Reproduce word for word the lines between those holding "You are a GUI" and "The height and width of the screenshot is (350, 622).", inclusive, and nothing else from the data below.
*** Opening of Material for this task ***
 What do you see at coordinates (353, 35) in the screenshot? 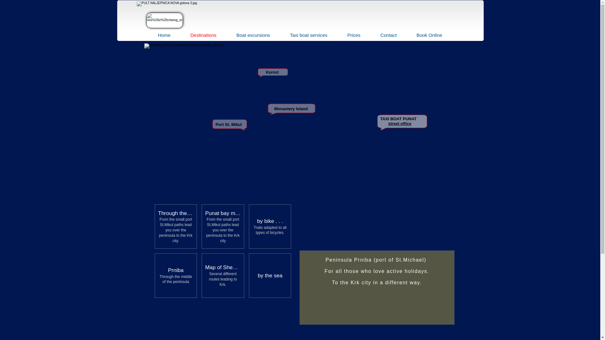
I see `Prices` at bounding box center [353, 35].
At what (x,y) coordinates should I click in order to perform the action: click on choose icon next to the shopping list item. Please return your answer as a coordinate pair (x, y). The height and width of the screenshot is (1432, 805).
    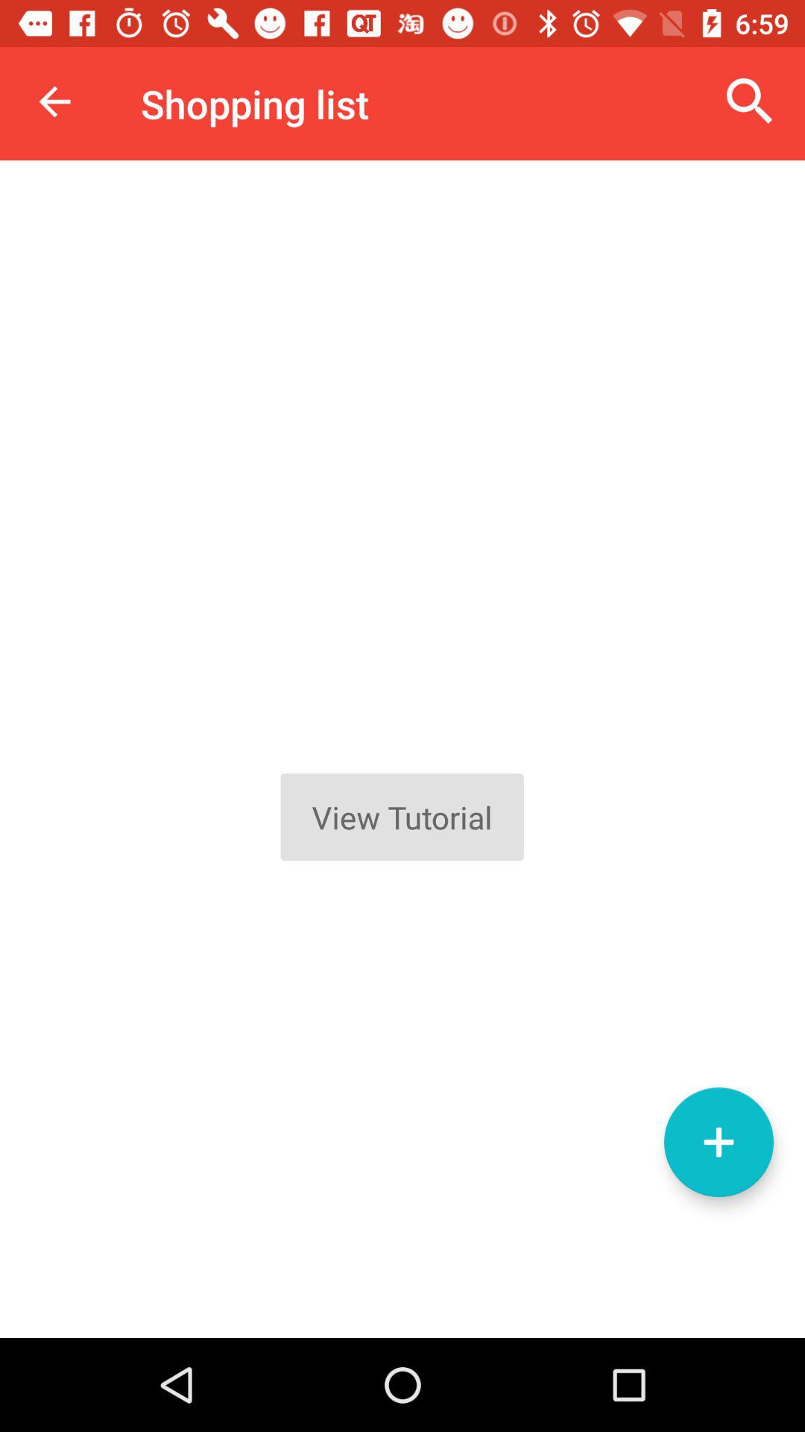
    Looking at the image, I should click on (54, 101).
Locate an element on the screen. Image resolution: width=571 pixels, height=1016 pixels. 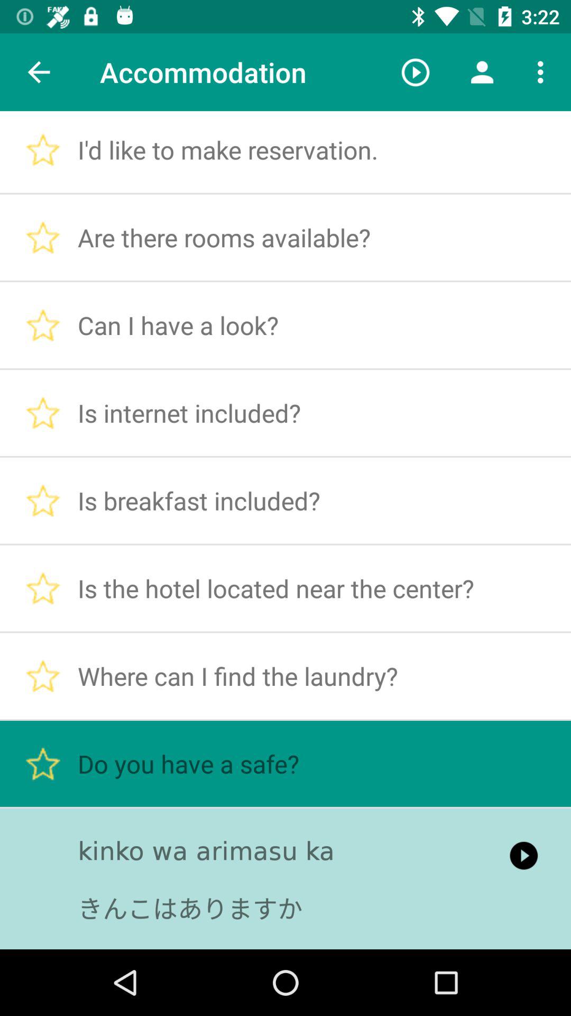
turn off item at the bottom right corner is located at coordinates (524, 855).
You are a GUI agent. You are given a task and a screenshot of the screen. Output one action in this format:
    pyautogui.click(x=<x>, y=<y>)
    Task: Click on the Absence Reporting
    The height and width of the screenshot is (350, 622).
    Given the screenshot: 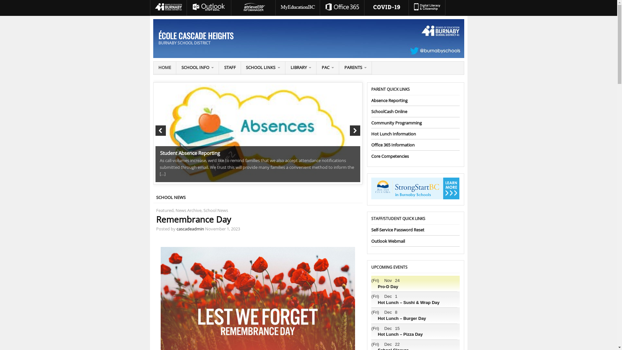 What is the action you would take?
    pyautogui.click(x=390, y=100)
    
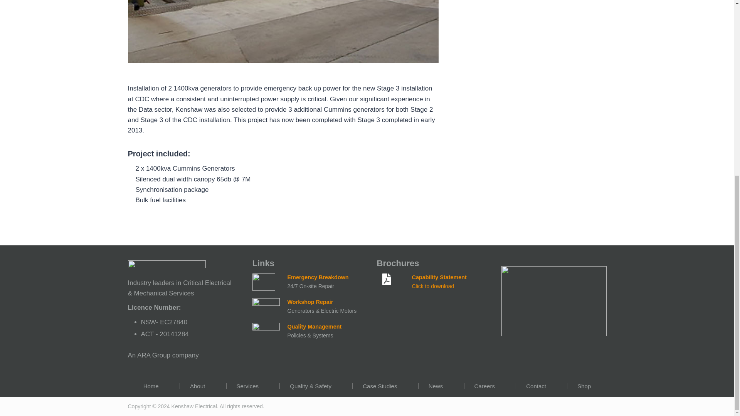  What do you see at coordinates (318, 277) in the screenshot?
I see `Emergency Breakdown` at bounding box center [318, 277].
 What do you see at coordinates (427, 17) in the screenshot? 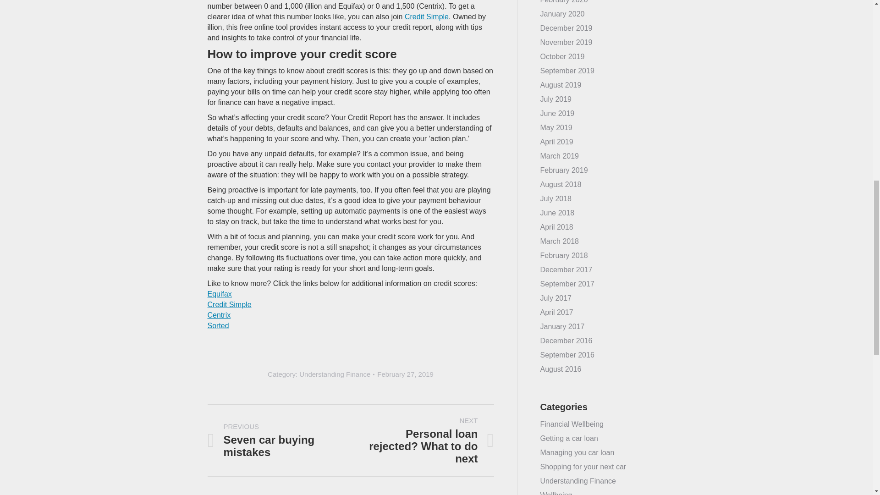
I see `Equifax` at bounding box center [427, 17].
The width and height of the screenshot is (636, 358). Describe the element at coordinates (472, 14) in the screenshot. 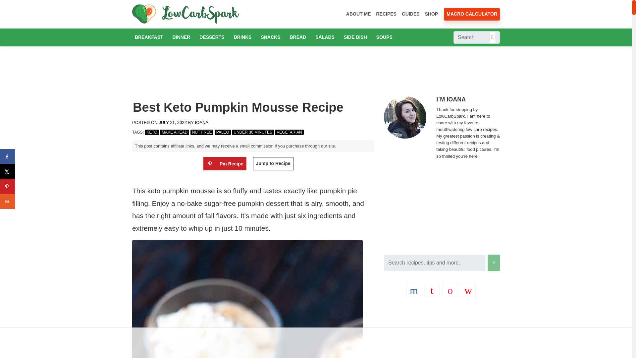

I see `Macro Calculator` at that location.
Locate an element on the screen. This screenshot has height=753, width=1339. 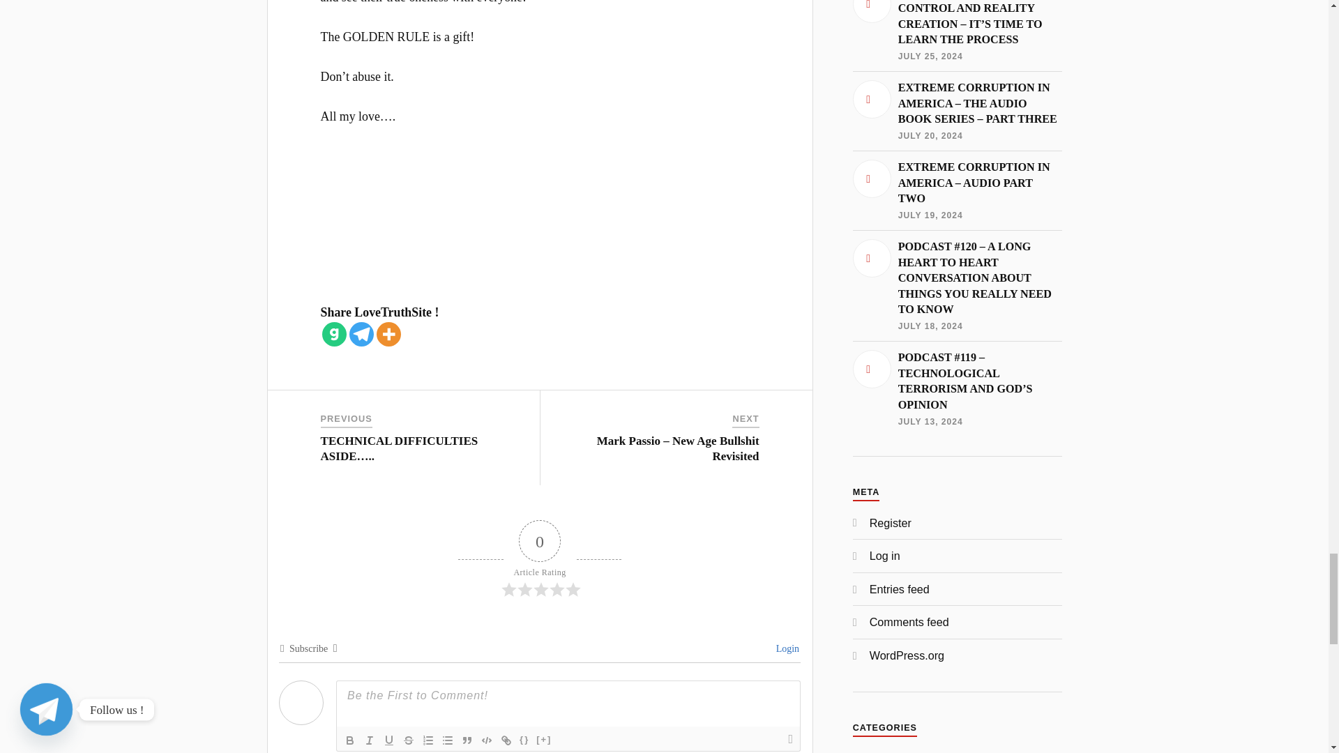
Blockquote is located at coordinates (467, 740).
*** Close of Material for this task ***
▶ [Completed task]:
You are a GUI agent. You are given a task and a screenshot of the screen. Output one action in this format:
    pyautogui.click(x=<x>, y=<y>)
    Task: Click on the Absence Reporting
    The height and width of the screenshot is (350, 622).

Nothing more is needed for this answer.